WASHINGTON, Oct. 8 (Xinhua) -- An international team
of paleontologists has discovered a new species of mammal that lived 123 million
years ago in what is now the Liaoning Province in northeastern China. The newly
discovered animal, Maotherium asiaticus, comes from famous fossil-rich beds of
the Yixian Formation. This new remarkably well preserved fossil, as reported in
the October 9 issue of the journal Science, offers an important insight into how
the mammalian middle ear evolved.
The discoveries of such exquisite dinosaur-age
mammals from China provide developmental biologists and paleontologists with
evidence of how developmental mechanisms have impacted the morphological
(body-structure) evolution of the earliest mammals and sheds light on how
complex structures can arise in evolution because of changes in developmental
pathways.
"What is most surprising, and thus scientifically
interesting, is this animal's ear," says Dr. Zhe-Xi Luo, curator of vertebrate
paleontology and associate director of science and research at Carnegie Museum
of Natural History. "Mammals have highly sensitive hearing, far better than the
hearing capacity of all other vertebrates, and hearing is fundamental to the
mammalian way of life. The mammalian ear evolution is important for
understanding the origins of key mammalian adaptations."

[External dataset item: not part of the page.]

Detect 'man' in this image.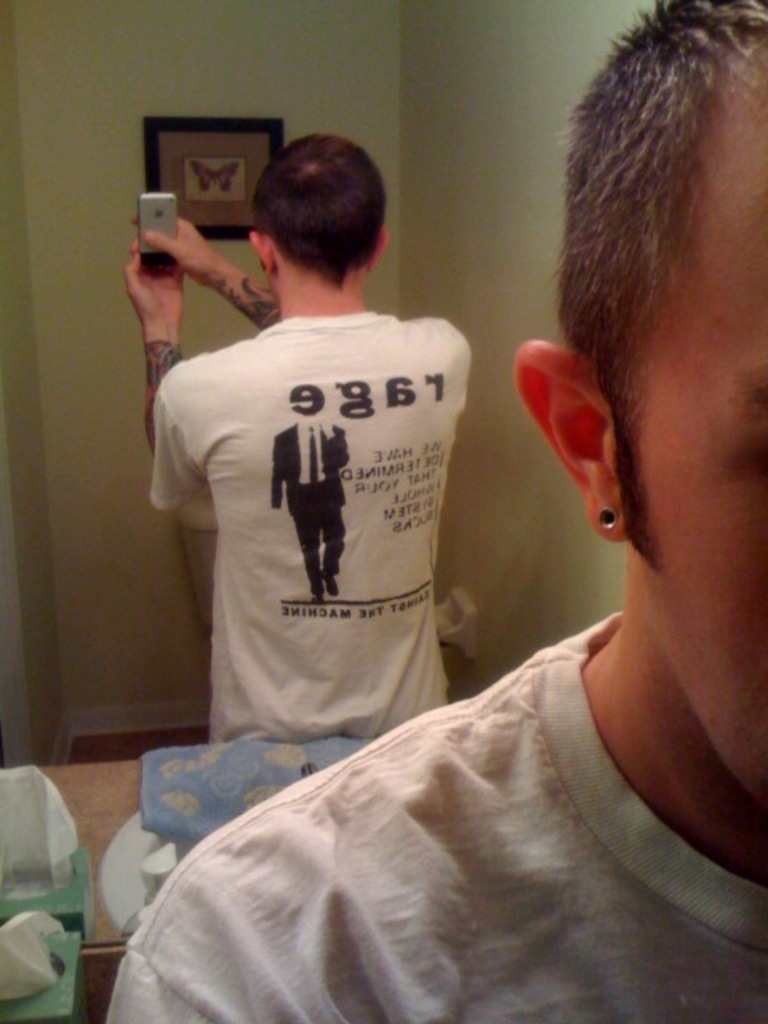
Detection: (left=112, top=0, right=766, bottom=1022).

Thanks to their intricate middle ear structure,
mammals (including humans) have more sensitive hearing, discerning a wider range
of sounds than other vertebrates. This sensitive hearing wasa crucial
adaptation, allowing mammals to be active in the darkness of the night and to
survive in the dinosaur-dominated Mesozoic.
Mammalian hearing adaptation is made possible by a
sophisticated middle ear of three tiny bones, known as the hammer (malleus), the
anvil (incus), and the stirrup (stapes), plus a bony ring for the eardrum
(tympanic membrane). These mammal middle ear bones evolved from the bones of the
jaw hinge in their reptilian relatives. Paleontologists have long attempted to
understand the evolutionary pathway via which these precursor jawbones became
separated from the jaw and moved into the middle ear of modern mammals.

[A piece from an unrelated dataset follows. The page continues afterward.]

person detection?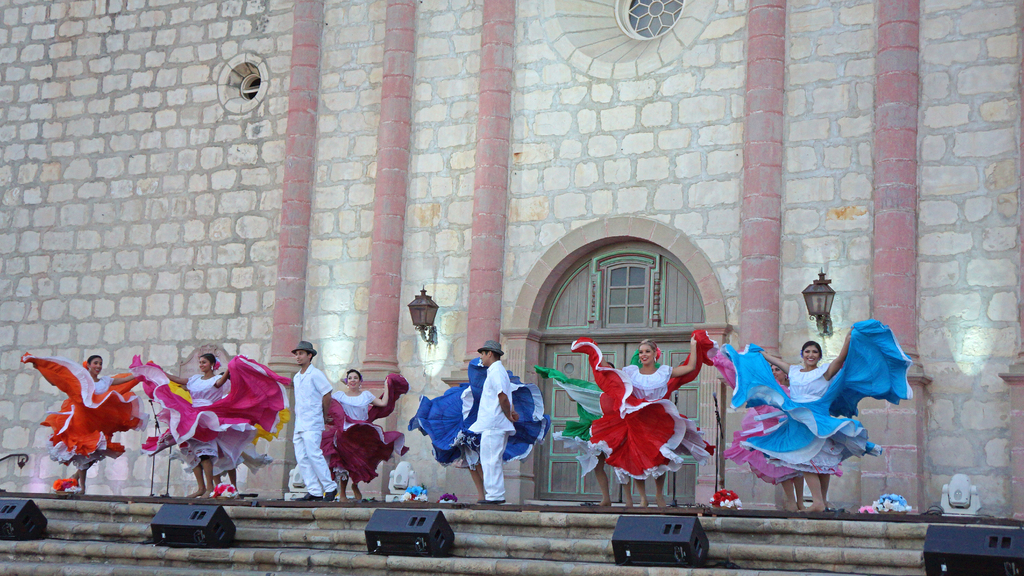
[x1=320, y1=365, x2=403, y2=497]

To evolutionary biologists, an understanding of how
the sophisticated and highly sensitive mammalian ear evolved may illuminate how
a new and complex structure transforms through evolution. According to the
Chinese and American scientists who studied this new mammal, the middle ear
bones of Maotherium are partly similar to those of modern mammals; but
Maotherium's middleear has an unusual connection to the lower jaw that is unlike
that of adult modern mammals. This middle ear connection, also known as the
ossified Meckel's cartilage, resembles the embryonic condition of living mammals
and the primitive middle ear of pre-mammalian ancestors.
Because Maotherium asiaticus is preserved
three-dimensionally, paleontologists were able to reconstruct how the middle ear
attached to the jaw. This can be a new evolutionary feature. Or, it can be
interpreted as having a "secondarily reversal to the ancestral condition,"
meaning that the adaptation is the caused by changes in development.
Modern developmental biology has shown that
developmental genes and their gene network can trigger the development of
unusual middle ear structures, such as "reappearance" of the Meckel's cartilage
in modern mice. The middle ear morphology in fossil mammal Maotherium of the
Cretaceous (145-65 million years ago) is very similar to the mutant morphology
in the middle ear of the mice with mutant genes. The scientific team studying
the fossil suggests that the unusual middle ear structure, such as the ossified
Meckel's cartilage, is actually the manifestation of developmental gene
mutations in the deep times of Mesozoic mammal evolution.
Maotherium asiaticus is a symmetrodont, meaning that
it has teeth with symmetrically arranged cusps specialized for feeding oninsects
and worms. It lived on the ground and had a body 15 cm long and weighing
approximately 70 to 80 grams. By studying all features in this exquisitely
preserved fossil, researchers believe Maotherium to be more closely related to
marsupials and placentalsthan to monotremes -- primitive egg-laying mammals of
Australia and New Guinea such as the platypus.